CREEDE HINSHAW: ‘Watchman’ creates furor among Atticus Finch fans
Creede Hinshaw
This week’s publication of Harper Lee’s long anticipated novel “Go Set a Watchman” has created a furor regarding the fictional Atticus Finch, one of America’s most beloved and courageous heroes in Lee’s Pulitzer Prize winning novel, “To Kill a Mockingbird.” In the new novel, an aging Finch displays none of the courage and passion for racial justice that made him a hero in America’s fictional pantheon.
In light of this whirlwind of activity, I reviewed the religious climate in Alabama in the 1950s, specifically in Monroeville (Lee’s home) and Montgomery.
The Lees were faithful Methodists. Harper’s father, Amasa Coleman Lee, an attorney who most agree was the role model for Atticus Finch, was a lay Methodist preacher, a leader at First Methodist Church Monroeville, a teetotaler and a member of the Alabama Alcohol Control Board. Reports call him “devout.” Harper’s sister Alice served with distinction in regional and national Methodist affairs throughout her long life and Harper began her college education at Methodist Huntington College.
The 1950s challenged white or black Southerners (or Northerners) who advocated for racial inclusivity and equality, and most white churches resisted integration or tried to remain neutral.
In 1952 the First Methodist Church of Monroeville was served by the Rev. Ray Whatley, a courageous pastor, who, believing that the gospel required him to speak about racial inequality and the need for repentance and change, did so from the pulpit in that small Alabama town.
After one of his sermons, he was immediately confronted by Harper Lee’s father, who sternly ordered the clergyman to stop preaching about social issues and stick to preaching the Bible. Mr. Lee made it clear that he did not believe in race mixing.
When Whatley next crossed the line, the leaders of the Monroeville Church demanded that the bishop assign them a new preacher who was more “evangelistic” and Whatley was reassigned to a Methodist Church in Montgomery, where he continued to preach about racial equality and was elected president of the Montgomery Chapter of the Alabama Council on Human Relations, sharing leadership with vice president Martin Luther King, Jr..
When Whatley supported the Montgomery bus boycott, he was forced out of this church, too, and sent to an Alabama county where racist sentiments were so strong that the new church asked for his replacement within months of his arrival.
During the time of the 1956 Montgomery bus boycott, the Alabama-West Florida Methodists held their annual meeting in Montgomery. Records of that conference indicate that not one official word ever acknowledged a boycott was taking place. That conference instead passed a resolution pleading with the Methodist Publishing House and all general church agencies to resist bringing about racial change in the church.
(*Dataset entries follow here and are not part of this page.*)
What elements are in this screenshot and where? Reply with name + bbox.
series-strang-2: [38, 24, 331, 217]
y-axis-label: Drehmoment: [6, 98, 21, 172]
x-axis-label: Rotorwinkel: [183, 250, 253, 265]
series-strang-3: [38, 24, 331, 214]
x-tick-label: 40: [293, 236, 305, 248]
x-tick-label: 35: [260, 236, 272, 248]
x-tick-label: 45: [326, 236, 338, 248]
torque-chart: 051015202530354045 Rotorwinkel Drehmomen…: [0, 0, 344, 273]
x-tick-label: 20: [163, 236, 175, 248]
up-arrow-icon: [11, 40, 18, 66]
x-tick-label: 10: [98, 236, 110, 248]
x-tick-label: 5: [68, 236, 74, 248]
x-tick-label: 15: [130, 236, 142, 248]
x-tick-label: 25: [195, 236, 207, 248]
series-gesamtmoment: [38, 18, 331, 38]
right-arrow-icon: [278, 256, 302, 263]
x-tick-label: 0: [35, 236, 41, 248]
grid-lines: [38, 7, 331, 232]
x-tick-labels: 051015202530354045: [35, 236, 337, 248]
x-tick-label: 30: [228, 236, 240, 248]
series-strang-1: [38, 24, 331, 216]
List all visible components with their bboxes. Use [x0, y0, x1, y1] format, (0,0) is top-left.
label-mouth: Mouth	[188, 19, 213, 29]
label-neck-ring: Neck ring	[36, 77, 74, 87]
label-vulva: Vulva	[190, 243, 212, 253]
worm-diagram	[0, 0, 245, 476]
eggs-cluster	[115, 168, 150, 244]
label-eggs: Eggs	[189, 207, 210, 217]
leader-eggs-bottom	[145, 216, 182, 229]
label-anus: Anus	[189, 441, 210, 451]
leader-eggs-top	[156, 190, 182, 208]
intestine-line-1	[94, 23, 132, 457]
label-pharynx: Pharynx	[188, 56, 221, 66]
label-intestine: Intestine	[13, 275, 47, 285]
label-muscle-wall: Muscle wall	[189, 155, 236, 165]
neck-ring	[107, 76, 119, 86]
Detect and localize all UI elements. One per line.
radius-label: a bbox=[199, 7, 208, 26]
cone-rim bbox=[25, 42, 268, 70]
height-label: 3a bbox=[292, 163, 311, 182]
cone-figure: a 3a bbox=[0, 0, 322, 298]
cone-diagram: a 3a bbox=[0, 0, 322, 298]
Happy postscript: By the mid 1950s, reports indicate that Harper Lee’s father and became a defender and spokesperson for racial harmony and inclusiveness, a change of heart in keeping with historic Methodism and mirroring the attitudes of his fictional alter ego. Gradually the church – often kicking and screaming – became an advocate for integration and racial justice, too.
Sources: “Mockingbird: A Portrait of Harper Lee” by Charles Shields (2006), “When the Church Bells Rang Racist: The Methodist Church and the Civil Rights Movement in Alabama” by Donald Collins (1998) and “Southern White Ministers and the Civil Rights Movement” by Elaine Allen Lechtreck (2007).
Creede Hinshaw, of Macon, is a retired methodist minister.